What the Aston Martin Safety Car Feels Like to Drive
F1 Correspondent Lawrence Barretto recently had the rare chance to drive the Aston Martin Vantage Safety Car at Silverstone’s Stowe Circuit, offering a firsthand look at what it’s like to command the car that leads the world’s fastest drivers. The experience also provided insight into the unique world of Bernd Maylander, Formula 1’s long-serving Safety Car driver.
The Driving Experience
The Aston Martin Vantage Safety Car is a serious machine, purpose-built for the demands of Formula 1. With a 4.0-litre twin-turbocharged V8 producing 656bhp, it can accelerate from 0 to 62 mph in just 3.4 seconds. The car is finished in Aston Martin’s signature Racing Green, adorned with neon yellow accents, and equipped with a bespoke rear wing, front splitter, and an array of lights and antennas. Inside, the cabin features a custom center console with controls for lights and communications, multiple screens for live track images, a rear-view camera, and six-point race harnesses.
Barretto described the experience as both exhilarating and intimidating. The Vantage’s power is immediate and visceral—every press of the accelerator delivers a surge of torque that pins you back in your seat. The car’s handling is sharp and confidence-inspiring, with the Stowe Circuit’s mix of corners and straights allowing Barretto to push the limits of grip and braking. Despite the car’s road-legal origins, it feels every bit a race machine, offering immense stability and feedback at speed.
The Demands of the Job
Bernd Maylander, who has driven the F1 Safety Car since 2000, emphasized that the role requires a racer’s skillset. The Safety Car must be driven quickly enough to keep F1 cars’ tires and brakes up to temperature, but always with safety as the top priority. Maylander’s office is a cockpit filled with technology, and he relies on constant communication with race control and his co-driver, who acts as a spotter and handles radio duties. The job is a blend of precision, adaptability, and trust—in the car, the team, and the information flowing in during high-pressure moments.
Maylander explained that every deployment is different. Sometimes the car is out for just a few laps; other times, as in chaotic races, it may lead the field for extended periods. The car must be ready at a moment’s notice, coping with everything from intense track sessions to long periods idling in the pit lane. The team supporting the Safety Car adjusts tire pressures and maintains the vehicle to handle the variable demands of each Grand Prix weekend.
The Thrill and Responsibility
Driving the Safety Car is a unique thrill. The car’s raw power and race-ready setup make it a joy for anyone with a passion for performance driving. But the responsibility is immense: the objective is to make rapid progress without taking risks. Spinning or crashing as the Safety Car driver would be a failure of the job. Maylander says the role still puts a smile on his face every time he hits the loud pedal, but it’s always tempered by the knowledge that safety comes first.
Final Thoughts
For Barretto, piloting the Aston Martin Safety Car was a once-in-a-lifetime experience—an opportunity to feel the blend of speed, control, and responsibility that defines the job. For Maylander, it’s a career that combines the best of racing with the ultimate duty of care for the drivers behind. The Aston Martin Vantage Safety Car is not just a support vehicle—it’s a high-performance machine at the heart of Formula 1’s safety and spectacle.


## Task prompt
Each line shown below should be copied exactly.
== Extracted entries ==
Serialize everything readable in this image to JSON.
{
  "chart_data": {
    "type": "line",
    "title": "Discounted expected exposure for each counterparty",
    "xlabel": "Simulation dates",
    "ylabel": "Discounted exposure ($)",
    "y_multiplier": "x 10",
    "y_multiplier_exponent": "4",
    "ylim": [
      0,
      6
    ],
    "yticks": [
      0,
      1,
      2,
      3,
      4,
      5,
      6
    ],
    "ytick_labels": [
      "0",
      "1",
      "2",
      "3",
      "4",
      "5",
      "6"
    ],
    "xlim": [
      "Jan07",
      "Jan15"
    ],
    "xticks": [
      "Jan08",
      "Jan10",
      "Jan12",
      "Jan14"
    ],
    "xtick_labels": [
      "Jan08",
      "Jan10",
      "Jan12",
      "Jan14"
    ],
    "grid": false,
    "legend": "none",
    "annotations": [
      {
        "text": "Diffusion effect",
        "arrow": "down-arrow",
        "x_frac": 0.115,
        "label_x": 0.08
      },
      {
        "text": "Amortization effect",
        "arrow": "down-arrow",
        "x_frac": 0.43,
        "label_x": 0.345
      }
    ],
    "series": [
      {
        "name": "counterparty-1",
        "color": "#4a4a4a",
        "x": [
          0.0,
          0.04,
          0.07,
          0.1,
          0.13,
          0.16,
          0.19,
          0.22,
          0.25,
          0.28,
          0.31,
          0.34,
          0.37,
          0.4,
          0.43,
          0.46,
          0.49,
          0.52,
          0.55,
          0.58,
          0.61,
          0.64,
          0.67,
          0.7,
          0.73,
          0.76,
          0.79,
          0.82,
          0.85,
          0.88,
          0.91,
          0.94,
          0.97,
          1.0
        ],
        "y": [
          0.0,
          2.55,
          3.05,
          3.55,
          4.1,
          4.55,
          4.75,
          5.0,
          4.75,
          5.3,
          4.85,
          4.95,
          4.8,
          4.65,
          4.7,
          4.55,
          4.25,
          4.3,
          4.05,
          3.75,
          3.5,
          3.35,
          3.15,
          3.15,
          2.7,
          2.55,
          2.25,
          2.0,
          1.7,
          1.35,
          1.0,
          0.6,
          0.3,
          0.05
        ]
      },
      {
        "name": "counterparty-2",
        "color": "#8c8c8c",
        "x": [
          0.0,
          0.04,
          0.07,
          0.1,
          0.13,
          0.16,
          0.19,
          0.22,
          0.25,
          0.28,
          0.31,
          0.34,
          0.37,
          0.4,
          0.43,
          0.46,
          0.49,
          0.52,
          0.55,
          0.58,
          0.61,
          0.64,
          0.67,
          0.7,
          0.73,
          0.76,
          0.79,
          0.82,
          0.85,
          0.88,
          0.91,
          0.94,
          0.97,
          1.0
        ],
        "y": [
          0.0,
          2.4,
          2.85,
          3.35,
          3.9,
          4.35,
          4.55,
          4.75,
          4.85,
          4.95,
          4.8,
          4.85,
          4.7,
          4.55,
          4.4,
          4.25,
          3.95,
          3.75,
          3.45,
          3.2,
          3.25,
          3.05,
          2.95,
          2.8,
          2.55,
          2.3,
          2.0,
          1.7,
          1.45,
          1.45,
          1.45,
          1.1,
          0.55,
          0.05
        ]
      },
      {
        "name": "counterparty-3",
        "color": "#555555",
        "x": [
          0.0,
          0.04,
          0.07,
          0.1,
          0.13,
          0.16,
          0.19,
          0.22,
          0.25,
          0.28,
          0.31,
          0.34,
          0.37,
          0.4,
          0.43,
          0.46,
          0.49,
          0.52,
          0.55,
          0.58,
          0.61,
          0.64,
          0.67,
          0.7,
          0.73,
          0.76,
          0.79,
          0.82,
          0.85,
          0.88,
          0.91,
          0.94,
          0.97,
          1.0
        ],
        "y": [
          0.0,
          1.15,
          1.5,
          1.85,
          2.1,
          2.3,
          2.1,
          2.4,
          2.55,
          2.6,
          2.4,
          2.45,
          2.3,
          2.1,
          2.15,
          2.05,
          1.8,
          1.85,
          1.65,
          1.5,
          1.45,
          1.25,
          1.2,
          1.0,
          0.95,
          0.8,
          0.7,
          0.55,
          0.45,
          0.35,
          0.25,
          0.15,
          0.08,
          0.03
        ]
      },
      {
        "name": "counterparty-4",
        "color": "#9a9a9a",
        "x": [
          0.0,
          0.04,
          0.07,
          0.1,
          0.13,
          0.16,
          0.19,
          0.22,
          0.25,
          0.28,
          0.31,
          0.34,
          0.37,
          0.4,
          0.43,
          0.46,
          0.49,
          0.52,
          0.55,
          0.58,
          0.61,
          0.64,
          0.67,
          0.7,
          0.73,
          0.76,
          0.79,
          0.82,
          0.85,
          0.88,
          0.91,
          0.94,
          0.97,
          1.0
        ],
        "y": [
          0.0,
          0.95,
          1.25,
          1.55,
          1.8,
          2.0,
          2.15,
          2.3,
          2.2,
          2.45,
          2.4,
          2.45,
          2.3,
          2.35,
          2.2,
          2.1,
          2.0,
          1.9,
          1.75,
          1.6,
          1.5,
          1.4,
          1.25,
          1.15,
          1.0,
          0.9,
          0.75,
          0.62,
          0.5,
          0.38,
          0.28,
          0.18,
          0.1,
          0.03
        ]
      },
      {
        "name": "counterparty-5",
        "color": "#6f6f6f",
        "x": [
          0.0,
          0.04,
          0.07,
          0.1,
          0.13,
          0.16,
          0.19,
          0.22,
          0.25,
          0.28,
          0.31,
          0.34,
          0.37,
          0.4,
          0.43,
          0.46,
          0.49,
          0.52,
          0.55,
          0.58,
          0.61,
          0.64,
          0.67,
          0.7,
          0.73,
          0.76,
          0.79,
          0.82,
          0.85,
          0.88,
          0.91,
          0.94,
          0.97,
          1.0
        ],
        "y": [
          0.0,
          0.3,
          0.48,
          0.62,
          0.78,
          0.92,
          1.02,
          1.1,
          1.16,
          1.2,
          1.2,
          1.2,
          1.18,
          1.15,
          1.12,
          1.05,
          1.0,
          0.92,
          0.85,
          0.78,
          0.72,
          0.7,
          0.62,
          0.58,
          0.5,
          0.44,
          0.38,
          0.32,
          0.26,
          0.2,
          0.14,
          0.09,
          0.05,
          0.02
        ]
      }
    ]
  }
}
===
## Task answer
Serialize everything readable in this image to JSON.
{
  "chart_data": {
    "type": "line",
    "title": "Discounted expected exposure for each counterparty",
    "xlabel": "Simulation dates",
    "ylabel": "Discounted exposure ($)",
    "y_multiplier": "x 10",
    "y_multiplier_exponent": "4",
    "ylim": [
      0,
      6
    ],
    "yticks": [
      0,
      1,
      2,
      3,
      4,
      5,
      6
    ],
    "ytick_labels": [
      "0",
      "1",
      "2",
      "3",
      "4",
      "5",
      "6"
    ],
    "xlim": [
      "Jan07",
      "Jan15"
    ],
    "xticks": [
      "Jan08",
      "Jan10",
      "Jan12",
      "Jan14"
    ],
    "xtick_labels": [
      "Jan08",
      "Jan10",
      "Jan12",
      "Jan14"
    ],
    "grid": false,
    "legend": "none",
    "annotations": [
      {
        "text": "Diffusion effect",
        "arrow": "down-arrow",
        "x_frac": 0.115,
        "label_x": 0.08
      },
      {
        "text": "Amortization effect",
        "arrow": "down-arrow",
        "x_frac": 0.43,
        "label_x": 0.345
      }
    ],
    "series": [
      {
        "name": "counterparty-1",
        "color": "#4a4a4a",
        "x": [
          0.0,
          0.04,
          0.07,
          0.1,
          0.13,
          0.16,
          0.19,
          0.22,
          0.25,
          0.28,
          0.31,
          0.34,
          0.37,
          0.4,
          0.43,
          0.46,
          0.49,
          0.52,
          0.55,
          0.58,
          0.61,
          0.64,
          0.67,
          0.7,
          0.73,
          0.76,
          0.79,
          0.82,
          0.85,
          0.88,
          0.91,
          0.94,
          0.97,
          1.0
        ],
        "y": [
          0.0,
          2.55,
          3.05,
          3.55,
          4.1,
          4.55,
          4.75,
          5.0,
          4.75,
          5.3,
          4.85,
          4.95,
          4.8,
          4.65,
          4.7,
          4.55,
          4.25,
          4.3,
          4.05,
          3.75,
          3.5,
          3.35,
          3.15,
          3.15,
          2.7,
          2.55,
          2.25,
          2.0,
          1.7,
          1.35,
          1.0,
          0.6,
          0.3,
          0.05
        ]
      },
      {
        "name": "counterparty-2",
        "color": "#8c8c8c",
        "x": [
          0.0,
          0.04,
          0.07,
          0.1,
          0.13,
          0.16,
          0.19,
          0.22,
          0.25,
          0.28,
          0.31,
          0.34,
          0.37,
          0.4,
          0.43,
          0.46,
          0.49,
          0.52,
          0.55,
          0.58,
          0.61,
          0.64,
          0.67,
          0.7,
          0.73,
          0.76,
          0.79,
          0.82,
          0.85,
          0.88,
          0.91,
          0.94,
          0.97,
          1.0
        ],
        "y": [
          0.0,
          2.4,
          2.85,
          3.35,
          3.9,
          4.35,
          4.55,
          4.75,
          4.85,
          4.95,
          4.8,
          4.85,
          4.7,
          4.55,
          4.4,
          4.25,
          3.95,
          3.75,
          3.45,
          3.2,
          3.25,
          3.05,
          2.95,
          2.8,
          2.55,
          2.3,
          2.0,
          1.7,
          1.45,
          1.45,
          1.45,
          1.1,
          0.55,
          0.05
        ]
      },
      {
        "name": "counterparty-3",
        "color": "#555555",
        "x": [
          0.0,
          0.04,
          0.07,
          0.1,
          0.13,
          0.16,
          0.19,
          0.22,
          0.25,
          0.28,
          0.31,
          0.34,
          0.37,
          0.4,
          0.43,
          0.46,
          0.49,
          0.52,
          0.55,
          0.58,
          0.61,
          0.64,
          0.67,
          0.7,
          0.73,
          0.76,
          0.79,
          0.82,
          0.85,
          0.88,
          0.91,
          0.94,
          0.97,
          1.0
        ],
        "y": [
          0.0,
          1.15,
          1.5,
          1.85,
          2.1,
          2.3,
          2.1,
          2.4,
          2.55,
          2.6,
          2.4,
          2.45,
          2.3,
          2.1,
          2.15,
          2.05,
          1.8,
          1.85,
          1.65,
          1.5,
          1.45,
          1.25,
          1.2,
          1.0,
          0.95,
          0.8,
          0.7,
          0.55,
          0.45,
          0.35,
          0.25,
          0.15,
          0.08,
          0.03
        ]
      },
      {
        "name": "counterparty-4",
        "color": "#9a9a9a",
        "x": [
          0.0,
          0.04,
          0.07,
          0.1,
          0.13,
          0.16,
          0.19,
          0.22,
          0.25,
          0.28,
          0.31,
          0.34,
          0.37,
          0.4,
          0.43,
          0.46,
          0.49,
          0.52,
          0.55,
          0.58,
          0.61,
          0.64,
          0.67,
          0.7,
          0.73,
          0.76,
          0.79,
          0.82,
          0.85,
          0.88,
          0.91,
          0.94,
          0.97,
          1.0
        ],
        "y": [
          0.0,
          0.95,
          1.25,
          1.55,
          1.8,
          2.0,
          2.15,
          2.3,
          2.2,
          2.45,
          2.4,
          2.45,
          2.3,
          2.35,
          2.2,
          2.1,
          2.0,
          1.9,
          1.75,
          1.6,
          1.5,
          1.4,
          1.25,
          1.15,
          1.0,
          0.9,
          0.75,
          0.62,
          0.5,
          0.38,
          0.28,
          0.18,
          0.1,
          0.03
        ]
      },
      {
        "name": "counterparty-5",
        "color": "#6f6f6f",
        "x": [
          0.0,
          0.04,
          0.07,
          0.1,
          0.13,
          0.16,
          0.19,
          0.22,
          0.25,
          0.28,
          0.31,
          0.34,
          0.37,
          0.4,
          0.43,
          0.46,
          0.49,
          0.52,
          0.55,
          0.58,
          0.61,
          0.64,
          0.67,
          0.7,
          0.73,
          0.76,
          0.79,
          0.82,
          0.85,
          0.88,
          0.91,
          0.94,
          0.97,
          1.0
        ],
        "y": [
          0.0,
          0.3,
          0.48,
          0.62,
          0.78,
          0.92,
          1.02,
          1.1,
          1.16,
          1.2,
          1.2,
          1.2,
          1.18,
          1.15,
          1.12,
          1.05,
          1.0,
          0.92,
          0.85,
          0.78,
          0.72,
          0.7,
          0.62,
          0.58,
          0.5,
          0.44,
          0.38,
          0.32,
          0.26,
          0.2,
          0.14,
          0.09,
          0.05,
          0.02
        ]
      }
    ]
  }
}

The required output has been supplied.